Two days after attacks in Paris claimed by ISIL, France targets the group’s Syrian stronghold.
by Al Jazeera
French warplanes have hit the Islamic State of Iraq and the Levant (ISIL) group’s Syrian stronghold of Raqqa, as world leaders pledged to renew their fight against the armed group, which claimed responsibility for the Paris attacks that killed at least 129 people.
In its first air strikes against ISIL since the Paris attacks, 12 warplanes, including 10 fighter bombers, dropped 20 bombs on the targets on Sunday night, the French defence ministry said.
its sad how its always fall on our heads god bless and safe the civilian of#Raqqa #Syria #ISIL #ISIS
— الرقة تذبح بصمت (@Raqqa_SL) November 15, 2015
“The first target destroyed was used by Daesh [ISIL] as a command post, jihadist recruitment centre and arms and munitions depot. The second held a terrorist training camp,” a ministry statement said.
The planes left from Jordan and the UAE and the strikes were conducted in coordination with US forces, the ministry said.
Writing on Twitter, the anti-ISIL activist group Raqqa is Being Silently Slaughtered said air strikes had also hit a stadium, a museum, clinics, a hospital, a chicken farm and a local governmental building.
Water and electricity were cut across the city as a result of the raids, the group said, adding that at least 30 air strikes had been carried out.
The group said no civilian casualties had been immediately reported.
Earlier on Sunday, leaders of the world’s 20 major economies (G20) pledged a renewed fight against ISIL, but offered few details on how the strategy would change.
Although the G20 usually focuses on economic issues, the President of host country Turkey, Recep Tayyip Erdogan, urged world leaders to prioritise the battle against ISIL, saying Friday’s assaults in Paris proved that the time for words was now over.

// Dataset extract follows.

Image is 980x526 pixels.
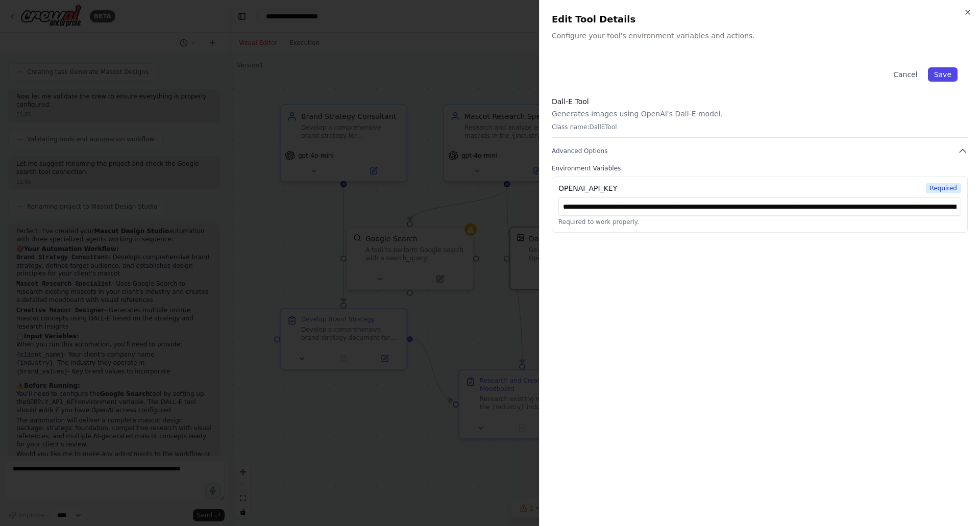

ISIL also claimed responsibility for a bombing in Beirut, Lebanon, that killed at least 43 people on Thursday.
“We are confronted with a collective terrorism activity around the world. As you know, terrorism does not recognise any religion, any race, any nation, or any country,” Erdogan said.
US President Barack Obama, meanwhile, affirmed his country’s support for Paris in the wake of the attacks, saying: “We stand in solidarity with them [France] in hunting down the perpetrators of this crime and bringing them to justice.”
He pledged to “redouble” US efforts to eliminate ISIL, but offered no details about what the US or its coalition partners might do to step up its assault against the group.
French President Francois Hollande cancelled his attendance at the summit, and sent Laurent Fabius, the Foreign Minister, to represent him.
The summit in Antalya brings Obama and fellow world leaders just 500km from Syria, where a four-and-a-half-year conflict has transformed ISIL into a global security threat and prompted Europe’s largest migration flow in decades.